This article explains the basics of AXIS Presentation Manager, introducing some of the main features and terminology you’ll come across while using the platform.
Feel free to use the links below to jump straight to an area of interest, or else read on to learn about the topic covered.
- What is Presentation Manager?
- Pages and rows
- Lists
- Assets
- Menus
- Variants and segmentation
- Deals
- Offers
- Entitlements
What is Presentation Manager?
Presentation Manager is your control center for configuring your AXIS content and determining how it appears to users in the front end. It gives you the ability to customize in real-time the design, navigation, page layout, promotions, and content for your live and video-on-demand services.
Presentation Manager's main features center around creating and maintaining pages, menus, lists, and assets. These are explained in more detail below.
Pages and rows
Pages are the foundation of your content display, determining how your apps look and behave. Presentation Manager has a range of page templates for you to choose from, depending on the type of content you want to show and where and how you want it to appear.
Pages contain customizable rows, which define the structure of the assets you present to your end-users. Again, you can select from a wide variety of row types depending on your use case: header/hero, tile, poster, editorial, and many more.
Different page types support a different selection of rows, so the row options you have available will depend on your chosen page template. Read our pages and supported rows article to learn more about this. To see examples of different row types and how they appear on various devices, have a look through our row types articles.
Rows contain your lists. When you create a new page, you’ll typically choose one or more rows to show and then configure these rows with lists of assets. Read more on lists in the next section, or check out our selection of articles on this topic.
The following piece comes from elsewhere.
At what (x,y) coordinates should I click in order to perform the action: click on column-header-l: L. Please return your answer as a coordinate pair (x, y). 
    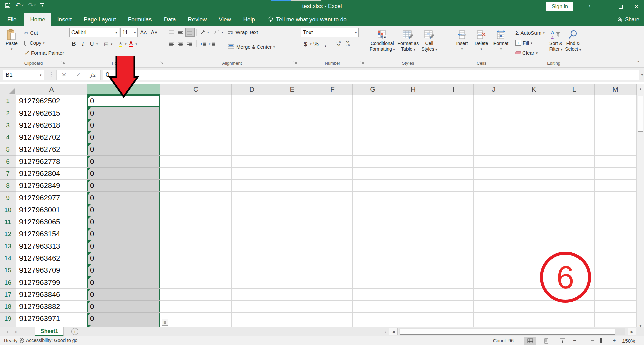
    Looking at the image, I should click on (574, 89).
Note: Pages are fully modular, add or remove multiple rows as required.
Lists
Before your ingested sport and entertainment content – in other words, your assets - can be displayed in rows, it must first be grouped into lists. Simply put, lists are a curated collection of assets. You attach these lists to rows, which in turn present the content to your end-users within pages.
You could create a list of new movie releases, for example, or upcoming events in a sports competition. You can then brand your list using imagery and metadata to enrich content discovery for your users.
Lists can be created manually, but by using list rules you can ensure efficient and dynamic list management. Combining list rules with asset relations lets you automatically serve content to users based on the things you know they’re interested in.
Assets
Assets are the video and non-video content that you provide to your customers. Presentation Manager supports multiple asset types across both sport and entertainment, as well as a range of asset metadata (including imagery).
While you can add and update assets manually in Presentation Manager, we highly recommend that you ingest your content from an asset management system.
Menus
Menus help your end-users find content and information quickly and easily. In Presentation Manager, you can set up to three navigation levels, for the header, footer, and account menus, across all of your apps. You can also configure menu options for the mobile navigation bar on mobile devices.
Configure menus to include scheduled featured lists for planned promotions, or image links within the header for highlighting certain content.
Variants and segmentation
The variants and segmentation functionality in Presentation Manager allows you to target and personalize content across different systems to specific users.
With variants, you can create different versions of a page, row, or menu to dynamically target and serve each user with the most appropriate content based on device, user group, language, segmentation tags, date, and/or time of day.
Parameters that you apply will determine the version of the page, row, or menu your users see, and each variant is an entirely independent version, served directly to the targeted users. This removes any need to create a separate page/row for every variation you want to cover.
You can also schedule your variant changes in Presentation Manager. For example, you could set up a page variant with different content – lists, editorial text, imagery, etc. – in advance of an upcoming release. Or you could schedule a variant change to try out alternative versions of the same page.
The segmentation feature lets you group your users based on shared characteristics that you identify, so that you can serve them with relevant, targeted content. Creating segmentation tag groups gives you the ability to target specific variants at these groups as described above.
Read our variants and segmentation article to learn more about these features.
Deals
Deals refer to the licensing terms agreed with your distributor or the owner of your video assets. These deals may restrict certain types of transactions or playback on some devices. It is possible to have more than one deal with a distributor (e.g., governing license terms for new release vs. library content.)
By grouping assets into a deal (at the point of ingestion), you can be sure that none of your assets violate the deal and contractual terms. We'll discuss these details during the discovery phase of your project.
In Presentation Manager, deals are grouped together with global offers and plans under the term rules. Together with entitlements, they govern what content you can offer to users, and what each user is able to play. You can learn more about these in our section on rules, or read on for a brief overview of offers and entitlements.
Offers
Offers are used to control how you provide your content to your end-users: who can access the assets and on what kind of device, what prices and playback rules apply. To appear on your end-users' apps, assets must be offerable.
Offers and entitlements are configured and managed within your Online Video Platform (OVP). Use your OVP to drive out offers, for example, where you want entitlements to lie, who has access to downloads and 4k Ultra High-Definition content, and so on.
Entitlements
Entitlements happen behind the scenes. They’re snapshots of an offer or plan details taken at the time of purchase by a user. These details are saved to the user's account and are used to determine whether the user can play a particular asset.